Some have made the resolutions they submitted public. A few pointedly have to do with the treatment of women, including a resolution “on repudiating predatory behavior.” The resolution condemns the Southern Baptist Convention as having “historically failed” to stand up for victims and urges churches to provide safe “opportunities to minister to victims of this kind of behavior through mandatory reporting of such abuse and providing pastoral care.”
Another resolution, co-signed by major Southern Baptist leaders, is on “affirming the dignity of women.”
“We can work against our matrimony-shattering ‘no-fault’ divorce culture and shore up marriages,” the resolution reads. “But this needed work never means asking women to suffer abuse.”
Some attendees worry that discussing how churches handle sexual abuse will open the door for discussing women’s place in not only marriage, but also in spiritual leadership.
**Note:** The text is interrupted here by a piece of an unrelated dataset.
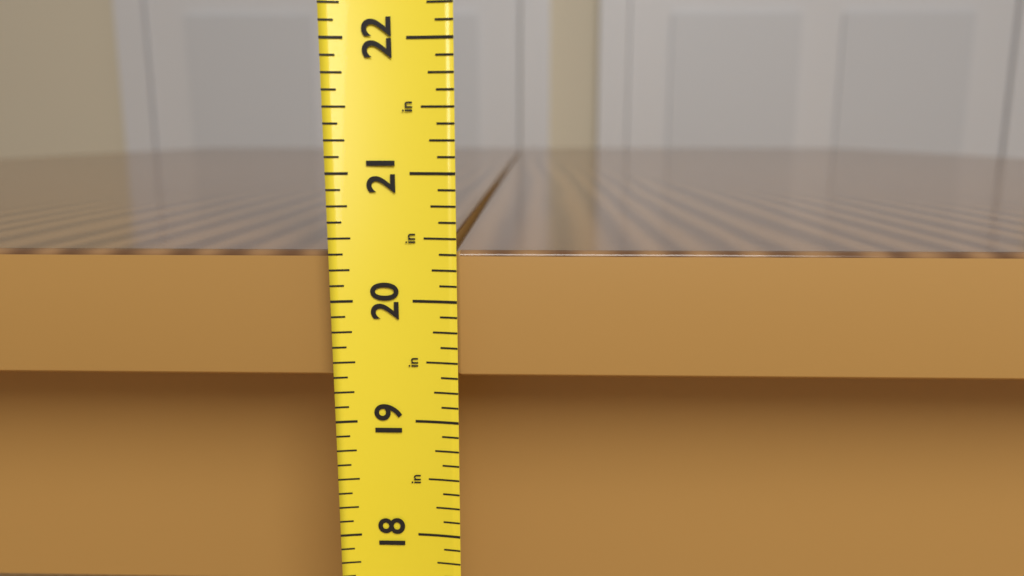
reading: 20.375 in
Many conservative Southern Baptists subscribe to complementarianism, in which men lead and women submit. It emphasizes different roles for men and women.
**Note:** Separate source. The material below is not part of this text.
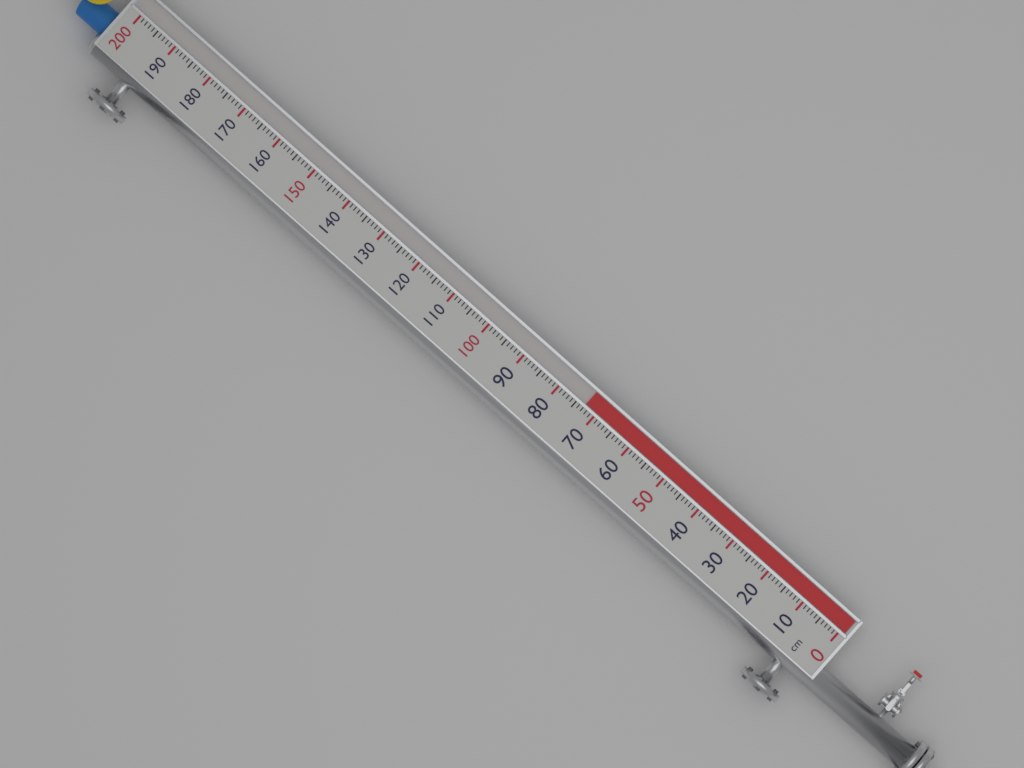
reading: 73 cm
“When you hear sexual abuse, that’s a major issue. We need to have conversations like that,” said Darrick Holloman, a pastor in Kentucky. “But what you find on the coattails of that is, ‘Hey, while we’re talking about this, let’s have a conversation about women being pastors.’”
He added, “I think people are scared to have the conversation because of where it may end up going.”
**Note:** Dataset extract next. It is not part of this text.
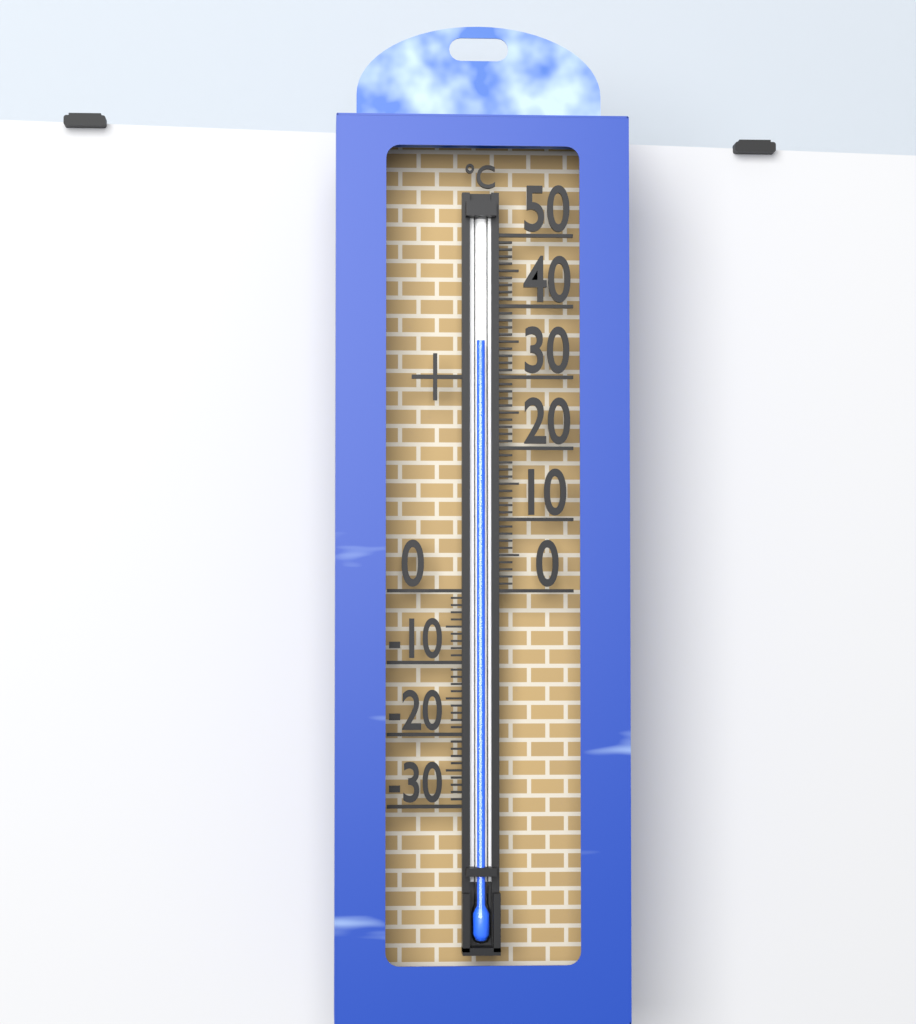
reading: 35 °C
Holloman said he’s looking for unity at the annual meeting, something he hopes will be easier to see with everyone face-to-face rather than with everyone sniping at each other over Twitter.
Megan Cox, who was seminary-educated but no longer considers herself Southern Baptist, endured an abusive relationship that she said was condoned by Southern Baptist leaders. She said she’d hoped that the firing of Patterson would cause leaders to reconsider their theology on women.
“Absolutely, women can teach scripture,” she said. “There’s no question in my mind.”
Cox is working on becoming a chaplain. When she was a Southern Baptist, she said, she “felt forlorn and empty, thinking God didn’t want me to study scripture.”
With Patterson’s firing and withdrawal from the sermon, others are coming to the annual meeting wondering what it means for the future of the Southern Baptist Convention.
There’s Doug Sides, a pastor who on Twitter blamed a “globalist agenda” for Patterson’s ousting (he did not respond to a request for comment). Another, Matt Estes, blamed a “liberal coup” for ousting Patterson.
Sam Ranier, a pastor in Florida who plans on attending the convention, said people should start to move forward by repenting themselves.
“It begins with our churches, our local churches, doing the right thing,” he said. “If you’re not willing to get your own soul right, why would you expect your denomination or convention to be right?”
His goal for the convention as a whole, he said, is to be defined by joy.
“Maybe I’m an idealist,” he said, “but I believe the gospel of Christ, the good news of Christ, can do this for us.”